The Invisible Layer of AI Risk: Governing Behaviour Between Systems
Jade Emmanuel, Senior Data & AI Consultant, Columbus Global
Over the past few years, organisations have invested heavily in governing artificial intelligence at the model level.
We audit training data for bias. We test for explainability. We validate performance before deployment.
These are necessary controls. However, they are not the whole picture.
A structural shift is underway in how AI systems operate inside organisations. Increasingly, we are no longer deploying isolated models that produce recommendations for humans to review. We are deploying agentic systems — systems capable of setting sub-goals, calling tools, interacting with other systems, and taking autonomous action within defined boundaries.
And critically, these systems do not operate alone. They interact.
When AI systems begin interacting with one another, risk does not disappear.

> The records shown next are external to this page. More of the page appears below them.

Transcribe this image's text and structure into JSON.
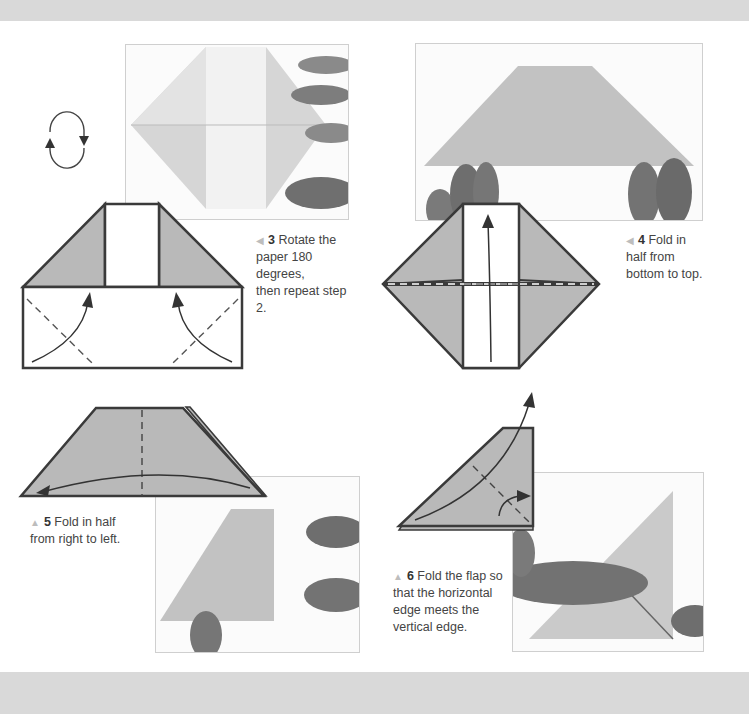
{
  "page": {
    "type": "origami instruction page",
    "colors": {
      "paper_gray": "#b9b9b9",
      "band_gray": "#d9d9d9",
      "outline": "#3a3a3a",
      "arrow": "#3a3a3a",
      "caption_text": "#444444",
      "marker": "#bdbdbd"
    }
  },
  "rotate_icon": {
    "name": "rotate-180-icon"
  },
  "steps": [
    {
      "number": "3",
      "marker": "◀",
      "text": "Rotate the paper 180 degrees, then repeat step 2."
    },
    {
      "number": "4",
      "marker": "◀",
      "text": "Fold in half from bottom to top."
    },
    {
      "number": "5",
      "marker": "▲",
      "text": "Fold in half from right to left."
    },
    {
      "number": "6",
      "marker": "▲",
      "text": "Fold the flap so that the horizontal edge meets the vertical edge."
    }
  ],
  "caption_lines": {
    "step3": [
      "Rotate the",
      "paper 180 degrees,",
      "then repeat step 2."
    ],
    "step4": [
      "Fold in",
      "half from",
      "bottom to top."
    ],
    "step5": [
      "Fold in half",
      "from right to left."
    ],
    "step6": [
      "Fold the flap so",
      "that the horizontal",
      "edge meets the",
      "vertical edge."
    ]
  }
}
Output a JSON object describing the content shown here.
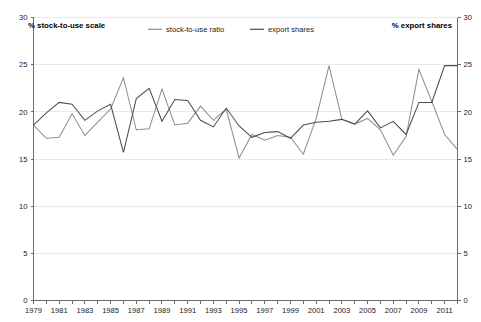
{
  "chart_data": {
    "type": "line",
    "title": "",
    "subtitle": "",
    "xlabel": "",
    "ylabel_left": "% stock-to-use scale",
    "ylabel_right": "% export shares",
    "ylim": [
      0,
      30
    ],
    "ylim_right": [
      0,
      30
    ],
    "xlim": [
      1979,
      2012
    ],
    "grid": true,
    "legend_position": "top-center",
    "y_ticks": [
      0,
      5,
      10,
      15,
      20,
      25,
      30
    ],
    "y_ticks_right": [
      0,
      5,
      10,
      15,
      20,
      25,
      30
    ],
    "x_ticks": [
      1979,
      1981,
      1983,
      1985,
      1987,
      1989,
      1991,
      1993,
      1995,
      1997,
      1999,
      2001,
      2003,
      2005,
      2007,
      2009,
      2011
    ],
    "x": [
      1979,
      1980,
      1981,
      1982,
      1983,
      1984,
      1985,
      1986,
      1987,
      1988,
      1989,
      1990,
      1991,
      1992,
      1993,
      1994,
      1995,
      1996,
      1997,
      1998,
      1999,
      2000,
      2001,
      2002,
      2003,
      2004,
      2005,
      2006,
      2007,
      2008,
      2009,
      2010,
      2011,
      2012
    ],
    "series": [
      {
        "name": "stock-to-use ratio",
        "color": "#8f8f8f",
        "values": [
          18.6,
          17.2,
          17.3,
          19.8,
          17.5,
          18.9,
          20.3,
          23.6,
          18.1,
          18.2,
          22.4,
          18.6,
          18.8,
          20.6,
          19.1,
          20.3,
          15.1,
          17.6,
          17.0,
          17.5,
          17.3,
          15.5,
          19.3,
          24.9,
          19.2,
          18.7,
          19.3,
          18.1,
          15.4,
          17.4,
          24.5,
          21.1,
          17.6,
          16.0
        ]
      },
      {
        "name": "export shares",
        "color": "#4d4d4d",
        "values": [
          18.6,
          19.9,
          21.0,
          20.8,
          19.1,
          20.1,
          20.8,
          15.7,
          21.4,
          22.5,
          19.0,
          21.3,
          21.2,
          19.1,
          18.4,
          20.4,
          18.5,
          17.3,
          17.8,
          17.9,
          17.2,
          18.6,
          18.9,
          19.0,
          19.2,
          18.7,
          20.1,
          18.3,
          19.0,
          17.6,
          21.0,
          21.0,
          24.9,
          24.9
        ]
      }
    ]
  },
  "axis_captions": {
    "left": "% stock-to-use scale",
    "right": "% export shares"
  },
  "legend": {
    "items": [
      {
        "label": "stock-to-use ratio",
        "color": "#8f8f8f"
      },
      {
        "label": "export shares",
        "color": "#4d4d4d"
      }
    ]
  },
  "colors": {
    "stock_to_use": "#8f8f8f",
    "export_shares": "#4d4d4d",
    "axis": "#6b6b6b",
    "grid": "#e9e9e9",
    "background": "#ffffff"
  }
}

It migrates upwards, from the individual model to the behaviour that emerges between systems.
This is the invisible layer of risk most governance frameworks are not yet designed to manage.
Consider a common operational scenario. One system forecasts demand. Another optimises production schedules. A third monitors quality thresholds. A fourth selects approved suppliers based on constraints. Each system is validated independently. Each passes governance review. Each performs as intended.

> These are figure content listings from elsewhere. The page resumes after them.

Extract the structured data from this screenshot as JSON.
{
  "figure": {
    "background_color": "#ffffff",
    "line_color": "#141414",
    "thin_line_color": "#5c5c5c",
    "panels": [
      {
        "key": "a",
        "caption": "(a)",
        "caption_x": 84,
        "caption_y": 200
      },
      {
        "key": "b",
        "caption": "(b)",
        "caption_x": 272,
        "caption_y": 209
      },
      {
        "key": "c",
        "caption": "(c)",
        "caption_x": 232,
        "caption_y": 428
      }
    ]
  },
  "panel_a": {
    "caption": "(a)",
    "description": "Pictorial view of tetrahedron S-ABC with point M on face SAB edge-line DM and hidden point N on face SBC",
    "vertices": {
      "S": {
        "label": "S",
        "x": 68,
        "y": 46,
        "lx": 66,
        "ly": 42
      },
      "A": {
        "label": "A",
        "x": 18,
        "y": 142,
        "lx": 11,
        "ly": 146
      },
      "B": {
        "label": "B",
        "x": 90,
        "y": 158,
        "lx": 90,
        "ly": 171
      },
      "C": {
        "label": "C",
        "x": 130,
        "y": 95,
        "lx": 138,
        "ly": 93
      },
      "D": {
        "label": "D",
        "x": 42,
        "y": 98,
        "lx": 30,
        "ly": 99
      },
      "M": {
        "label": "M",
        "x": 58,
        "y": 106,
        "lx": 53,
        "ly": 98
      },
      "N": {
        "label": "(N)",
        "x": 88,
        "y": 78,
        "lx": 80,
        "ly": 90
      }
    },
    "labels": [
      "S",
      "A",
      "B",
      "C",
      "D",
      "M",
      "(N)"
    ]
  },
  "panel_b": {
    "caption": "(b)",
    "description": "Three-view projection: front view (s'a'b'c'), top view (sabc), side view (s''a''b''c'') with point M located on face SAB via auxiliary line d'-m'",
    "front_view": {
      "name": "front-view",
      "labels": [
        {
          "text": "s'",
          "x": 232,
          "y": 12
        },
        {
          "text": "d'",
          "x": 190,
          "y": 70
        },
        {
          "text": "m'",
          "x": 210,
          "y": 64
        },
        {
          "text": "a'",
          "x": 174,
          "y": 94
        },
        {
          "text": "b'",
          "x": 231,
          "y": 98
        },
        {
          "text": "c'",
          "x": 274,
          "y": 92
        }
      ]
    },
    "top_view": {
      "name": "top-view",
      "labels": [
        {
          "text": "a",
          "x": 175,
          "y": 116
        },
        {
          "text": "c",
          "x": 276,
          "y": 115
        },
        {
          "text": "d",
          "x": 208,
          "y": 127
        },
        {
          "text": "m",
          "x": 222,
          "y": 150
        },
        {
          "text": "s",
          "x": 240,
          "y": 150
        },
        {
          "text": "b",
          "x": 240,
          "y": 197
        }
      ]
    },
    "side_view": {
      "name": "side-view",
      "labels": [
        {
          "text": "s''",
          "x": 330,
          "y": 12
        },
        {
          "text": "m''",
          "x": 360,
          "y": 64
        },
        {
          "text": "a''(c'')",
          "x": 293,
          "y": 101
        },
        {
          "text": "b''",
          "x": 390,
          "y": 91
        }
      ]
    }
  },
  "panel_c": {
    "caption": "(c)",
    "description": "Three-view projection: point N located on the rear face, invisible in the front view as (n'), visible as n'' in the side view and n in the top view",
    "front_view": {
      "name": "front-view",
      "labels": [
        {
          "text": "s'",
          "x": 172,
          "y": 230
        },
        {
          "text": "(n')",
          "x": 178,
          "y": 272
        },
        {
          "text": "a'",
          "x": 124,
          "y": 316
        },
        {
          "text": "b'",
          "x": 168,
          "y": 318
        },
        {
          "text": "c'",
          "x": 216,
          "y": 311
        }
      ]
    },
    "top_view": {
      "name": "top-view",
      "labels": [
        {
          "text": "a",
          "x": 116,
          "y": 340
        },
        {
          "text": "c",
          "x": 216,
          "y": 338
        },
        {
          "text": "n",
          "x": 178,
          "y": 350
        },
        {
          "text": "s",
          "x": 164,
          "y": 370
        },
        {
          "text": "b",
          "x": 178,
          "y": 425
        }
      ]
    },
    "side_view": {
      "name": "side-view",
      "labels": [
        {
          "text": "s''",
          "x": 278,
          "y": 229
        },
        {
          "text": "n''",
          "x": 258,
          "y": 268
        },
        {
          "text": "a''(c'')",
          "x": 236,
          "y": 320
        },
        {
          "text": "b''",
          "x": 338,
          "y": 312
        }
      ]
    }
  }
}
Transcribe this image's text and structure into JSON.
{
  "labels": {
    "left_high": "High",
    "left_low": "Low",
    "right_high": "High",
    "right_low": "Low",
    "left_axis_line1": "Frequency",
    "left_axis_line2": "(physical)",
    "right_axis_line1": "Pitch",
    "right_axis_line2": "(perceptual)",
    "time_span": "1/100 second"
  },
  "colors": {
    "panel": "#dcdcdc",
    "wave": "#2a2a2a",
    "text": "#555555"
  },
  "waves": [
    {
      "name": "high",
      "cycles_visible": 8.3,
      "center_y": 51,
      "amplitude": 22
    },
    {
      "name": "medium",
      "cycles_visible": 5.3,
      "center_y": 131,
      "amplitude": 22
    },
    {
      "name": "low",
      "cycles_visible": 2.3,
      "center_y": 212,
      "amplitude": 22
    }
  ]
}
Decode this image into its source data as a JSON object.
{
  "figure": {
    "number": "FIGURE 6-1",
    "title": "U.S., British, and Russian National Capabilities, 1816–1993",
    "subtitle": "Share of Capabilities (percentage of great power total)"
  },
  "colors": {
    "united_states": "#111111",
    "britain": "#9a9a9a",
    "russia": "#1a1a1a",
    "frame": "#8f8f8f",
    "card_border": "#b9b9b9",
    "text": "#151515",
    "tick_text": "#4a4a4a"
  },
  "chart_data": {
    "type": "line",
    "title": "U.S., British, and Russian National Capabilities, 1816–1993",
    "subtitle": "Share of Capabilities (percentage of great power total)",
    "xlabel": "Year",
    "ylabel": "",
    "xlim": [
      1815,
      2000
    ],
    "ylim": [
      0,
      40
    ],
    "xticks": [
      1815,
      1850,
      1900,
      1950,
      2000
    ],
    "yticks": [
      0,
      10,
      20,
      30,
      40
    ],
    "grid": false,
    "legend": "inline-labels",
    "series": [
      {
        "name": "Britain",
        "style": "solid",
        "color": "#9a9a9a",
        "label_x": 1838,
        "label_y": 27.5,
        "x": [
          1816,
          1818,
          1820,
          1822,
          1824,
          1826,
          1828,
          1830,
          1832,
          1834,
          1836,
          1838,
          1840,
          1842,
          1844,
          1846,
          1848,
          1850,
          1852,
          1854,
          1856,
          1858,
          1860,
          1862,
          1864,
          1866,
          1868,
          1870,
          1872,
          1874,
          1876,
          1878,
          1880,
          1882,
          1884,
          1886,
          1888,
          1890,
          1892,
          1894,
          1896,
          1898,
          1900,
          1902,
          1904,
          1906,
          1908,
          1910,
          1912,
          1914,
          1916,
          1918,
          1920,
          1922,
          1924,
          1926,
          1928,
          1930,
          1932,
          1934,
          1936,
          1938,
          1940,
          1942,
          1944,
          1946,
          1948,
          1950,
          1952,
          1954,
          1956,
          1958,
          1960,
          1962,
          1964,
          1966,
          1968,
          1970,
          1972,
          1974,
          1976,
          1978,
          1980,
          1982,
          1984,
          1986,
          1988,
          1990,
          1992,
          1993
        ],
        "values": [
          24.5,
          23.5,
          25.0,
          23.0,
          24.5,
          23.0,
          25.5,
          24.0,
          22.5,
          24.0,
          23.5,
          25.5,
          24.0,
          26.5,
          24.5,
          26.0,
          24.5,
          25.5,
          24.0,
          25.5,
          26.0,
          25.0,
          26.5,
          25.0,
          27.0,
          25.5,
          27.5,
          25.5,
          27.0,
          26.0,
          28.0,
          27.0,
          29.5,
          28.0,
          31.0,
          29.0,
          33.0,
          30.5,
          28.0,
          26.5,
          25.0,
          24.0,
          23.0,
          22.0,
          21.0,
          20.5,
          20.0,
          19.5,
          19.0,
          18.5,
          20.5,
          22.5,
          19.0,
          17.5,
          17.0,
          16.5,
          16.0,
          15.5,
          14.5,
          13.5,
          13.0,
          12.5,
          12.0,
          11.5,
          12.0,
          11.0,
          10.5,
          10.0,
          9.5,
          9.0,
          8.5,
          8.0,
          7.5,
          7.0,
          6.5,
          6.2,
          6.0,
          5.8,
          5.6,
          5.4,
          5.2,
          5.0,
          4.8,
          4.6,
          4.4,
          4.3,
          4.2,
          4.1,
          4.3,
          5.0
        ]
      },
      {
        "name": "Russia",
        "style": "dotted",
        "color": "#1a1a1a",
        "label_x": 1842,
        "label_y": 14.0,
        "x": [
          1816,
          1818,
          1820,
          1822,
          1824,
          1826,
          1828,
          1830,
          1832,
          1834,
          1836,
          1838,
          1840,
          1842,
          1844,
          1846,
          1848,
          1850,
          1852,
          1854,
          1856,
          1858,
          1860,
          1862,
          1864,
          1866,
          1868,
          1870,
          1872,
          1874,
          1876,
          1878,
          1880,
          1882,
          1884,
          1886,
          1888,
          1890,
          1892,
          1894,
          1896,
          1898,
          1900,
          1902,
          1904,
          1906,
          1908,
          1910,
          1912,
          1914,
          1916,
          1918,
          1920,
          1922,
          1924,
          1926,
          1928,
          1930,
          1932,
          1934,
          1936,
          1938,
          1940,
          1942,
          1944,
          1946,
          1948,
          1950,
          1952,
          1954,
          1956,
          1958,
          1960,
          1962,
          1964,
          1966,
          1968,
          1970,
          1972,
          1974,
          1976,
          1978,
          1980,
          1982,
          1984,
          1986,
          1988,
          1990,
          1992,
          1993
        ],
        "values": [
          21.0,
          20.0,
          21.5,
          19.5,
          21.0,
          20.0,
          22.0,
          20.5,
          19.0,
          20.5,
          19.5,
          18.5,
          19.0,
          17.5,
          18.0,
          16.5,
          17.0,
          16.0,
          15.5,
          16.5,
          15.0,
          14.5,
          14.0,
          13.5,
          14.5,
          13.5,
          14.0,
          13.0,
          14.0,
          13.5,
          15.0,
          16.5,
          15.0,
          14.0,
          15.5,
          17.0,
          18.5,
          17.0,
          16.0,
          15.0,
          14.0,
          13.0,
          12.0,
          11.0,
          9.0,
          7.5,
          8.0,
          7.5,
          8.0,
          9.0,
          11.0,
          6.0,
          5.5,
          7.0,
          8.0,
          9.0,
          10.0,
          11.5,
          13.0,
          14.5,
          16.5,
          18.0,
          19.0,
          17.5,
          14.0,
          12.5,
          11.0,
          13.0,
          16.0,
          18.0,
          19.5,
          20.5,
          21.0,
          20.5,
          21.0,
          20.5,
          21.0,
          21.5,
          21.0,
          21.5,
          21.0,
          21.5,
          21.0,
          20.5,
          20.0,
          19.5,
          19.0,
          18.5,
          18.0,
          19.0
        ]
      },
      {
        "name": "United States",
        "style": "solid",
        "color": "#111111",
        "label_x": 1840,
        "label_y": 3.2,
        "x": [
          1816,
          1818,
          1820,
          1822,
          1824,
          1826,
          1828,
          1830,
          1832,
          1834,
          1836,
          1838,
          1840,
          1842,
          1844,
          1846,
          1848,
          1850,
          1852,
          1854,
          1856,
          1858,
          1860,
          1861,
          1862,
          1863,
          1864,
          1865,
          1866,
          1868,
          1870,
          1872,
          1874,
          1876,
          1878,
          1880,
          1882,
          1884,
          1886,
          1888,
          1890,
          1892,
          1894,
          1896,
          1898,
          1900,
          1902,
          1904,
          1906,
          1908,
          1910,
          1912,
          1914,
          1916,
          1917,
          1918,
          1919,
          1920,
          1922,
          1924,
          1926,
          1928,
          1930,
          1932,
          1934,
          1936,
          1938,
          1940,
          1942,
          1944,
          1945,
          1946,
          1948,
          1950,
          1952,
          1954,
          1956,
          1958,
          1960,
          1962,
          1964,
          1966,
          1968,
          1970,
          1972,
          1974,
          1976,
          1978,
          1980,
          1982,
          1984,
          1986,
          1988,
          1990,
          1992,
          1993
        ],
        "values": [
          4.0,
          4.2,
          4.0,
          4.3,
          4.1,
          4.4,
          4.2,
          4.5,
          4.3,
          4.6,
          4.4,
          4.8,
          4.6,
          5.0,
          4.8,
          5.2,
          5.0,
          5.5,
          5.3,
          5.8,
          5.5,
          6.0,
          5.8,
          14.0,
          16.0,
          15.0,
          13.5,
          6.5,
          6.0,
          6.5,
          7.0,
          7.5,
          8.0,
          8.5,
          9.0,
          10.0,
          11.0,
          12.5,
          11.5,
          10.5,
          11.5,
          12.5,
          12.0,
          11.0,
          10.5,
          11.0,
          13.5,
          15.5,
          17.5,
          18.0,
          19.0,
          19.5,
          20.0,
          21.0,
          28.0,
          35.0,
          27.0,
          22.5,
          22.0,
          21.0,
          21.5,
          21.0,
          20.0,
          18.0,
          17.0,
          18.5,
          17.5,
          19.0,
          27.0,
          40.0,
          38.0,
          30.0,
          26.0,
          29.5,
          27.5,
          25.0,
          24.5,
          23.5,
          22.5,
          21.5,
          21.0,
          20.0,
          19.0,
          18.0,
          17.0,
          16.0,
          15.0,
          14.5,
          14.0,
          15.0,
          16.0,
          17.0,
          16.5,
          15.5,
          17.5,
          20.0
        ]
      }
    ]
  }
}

Yet, under certain conditions, small local decisions begin to amplify. A demand adjustment triggers a scheduling shift. Quality tolerances are optimised for throughput. A compliant but materially different supplier input is selected. No individual decision violates policy. But collectively, they produce an outcome that was never explicitly designed, and cannot easily be reconstructed after the fact.
No single model has failed. The system has.

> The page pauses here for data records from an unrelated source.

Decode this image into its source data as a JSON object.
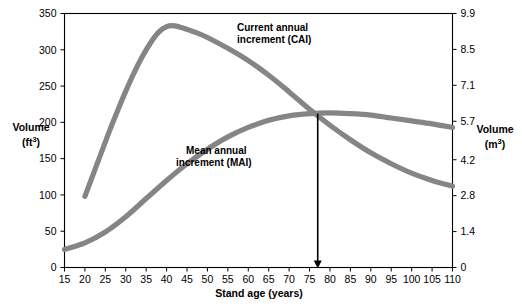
{
  "chart_data": {
    "type": "line",
    "title": "",
    "xlabel": "Stand age (years)",
    "ylabel": "Volume\n(ft3)",
    "ylabel_right": "Volume\n(m3)",
    "xlim": [
      15,
      110
    ],
    "ylim": [
      0,
      350
    ],
    "ylim_right": [
      0,
      9.9
    ],
    "grid": false,
    "legend": "inline-annotations",
    "xticks": [
      15,
      20,
      25,
      30,
      35,
      40,
      45,
      50,
      55,
      60,
      65,
      70,
      75,
      80,
      85,
      90,
      95,
      100,
      105,
      110
    ],
    "yticks_left": [
      0,
      50,
      100,
      150,
      200,
      250,
      300,
      350
    ],
    "yticks_right": [
      "0",
      "1.4",
      "2.8",
      "4.2",
      "5.7",
      "7.1",
      "8.5",
      "9.9"
    ],
    "yticks_right_values": [
      0,
      1.4,
      2.8,
      4.2,
      5.7,
      7.1,
      8.5,
      9.9
    ],
    "series": [
      {
        "name": "Current annual increment (CAI)",
        "label_line1": "Current annual",
        "label_line2": "increment (CAI)",
        "color": "#858585",
        "x": [
          20,
          22,
          24,
          26,
          28,
          30,
          32,
          34,
          36,
          38,
          40,
          42,
          44,
          46,
          48,
          50,
          55,
          60,
          65,
          70,
          75,
          80,
          85,
          90,
          95,
          100,
          105,
          110
        ],
        "y": [
          98,
          128,
          158,
          188,
          216,
          243,
          268,
          290,
          309,
          324,
          332,
          333,
          330,
          326,
          322,
          317,
          302,
          285,
          265,
          242,
          218,
          196,
          176,
          158,
          143,
          130,
          120,
          112
        ]
      },
      {
        "name": "Mean annual increment (MAI)",
        "label_line1": "Mean annual",
        "label_line2": "increment (MAI)",
        "color": "#858585",
        "x": [
          15,
          20,
          25,
          30,
          35,
          40,
          45,
          50,
          55,
          60,
          65,
          70,
          75,
          80,
          85,
          90,
          95,
          100,
          105,
          110
        ],
        "y": [
          25,
          34,
          49,
          70,
          95,
          120,
          143,
          163,
          180,
          193,
          203,
          209,
          212,
          213,
          212,
          210,
          206,
          202,
          198,
          193
        ]
      }
    ],
    "annotations": [
      {
        "name": "rotation-age-arrow",
        "type": "vertical-arrow",
        "x": 77,
        "y_top": 212,
        "y_bottom": 0,
        "color": "#000000"
      }
    ]
  },
  "axes": {
    "left_title_line1": "Volume",
    "left_title_line2_pre": "(ft",
    "left_title_line2_sup": "3",
    "left_title_line2_post": ")",
    "right_title_line1": "Volume",
    "right_title_line2_pre": "(m",
    "right_title_line2_sup": "3",
    "right_title_line2_post": ")",
    "x_title": "Stand age (years)"
  }
}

Traditional governance frameworks assume that risk can be contained within components. They assume linear decision flows, clear ownership boundaries, and traceable cause-and-effect relationships. Those assumptions weaken when autonomous systems influence one another dynamically.
Emergent behaviour, where systems produce outcomes not explicitly programmed but still consistent with their objectives, becomes structurally possible. Cascading optimisation across systems can quietly push operations outside regulatory boundaries. Tool use introduces additional, often opaque, risk surfaces. Accountability fragments as decisions become distributed across multiple agents.
In this environment, validating individual models is necessary but insufficient.
What’s missing is governance of behaviour.
Governing behaviour means shifting the unit of analysis from “Is this model compliant?” to “How does this system behave under interaction, stress, and drift?” It requires making autonomous decision paths legible, not just outputs. It requires defining intent and boundaries explicitly enough that behaviour can be evaluated against them. And it requires the ability to intervene; not only to stop systems in crisis, but to redirect them before risk accumulates.
This is not a theoretical concern. Agentic patterns are already embedded in supply chains, financial operations, customer platforms, and healthcare environments. As autonomy increases, the surface area of interaction increases with it. The probability of unintended systemic behaviour rises accordingly.
The organisations that navigate this shift successfully will not be those with the thickest AI policy documents. They will be those that treat governance as an architectural discipline, intentionally designed into how systems operate and interact, not applied retrospectively when incidents occur.
Although bias remains a critical area of concern, the next frontier of governance risk lies elsewhere: in the dynamics of autonomous systems influencing one another in ways that are difficult to anticipate, difficult to explain, and difficult to attribute after the fact.
If governance frameworks do not evolve to address this invisible behavioural layer, organisations may find themselves technically compliant yet operationally exposed.
In my upcoming session at the IRM Data Governance & AI Governance Conference Europe 2026, I will explore what practical control architecture looks like when behaviour, rather than models, becomes the unit of risk.
Because as AI systems grow more capable, governance must evolve from auditing components to shaping systemic behaviour.
To explore these ideas in more depth, join Jade Emmanuel at the Data Governance, AI Governance and Master Data Management Conference Europe, where she will present Beyond Bias: Navigating the Systemic Risk and Accountable Design of Agentic AI on Tuesday, 24 March 2026, in London.
In this session, Jade will examine the next frontier of AI governance, moving beyond static model bias to address the systemic risks created by interacting autonomous AI systems. She will share practical guidance on designing accountable architectures, managing emergent behaviours, and establishing governance frameworks capable of auditing and controlling agentic AI.
If you are preparing your organisation for the realities of intelligent automation and autonomous decision-making, this is a session not to miss.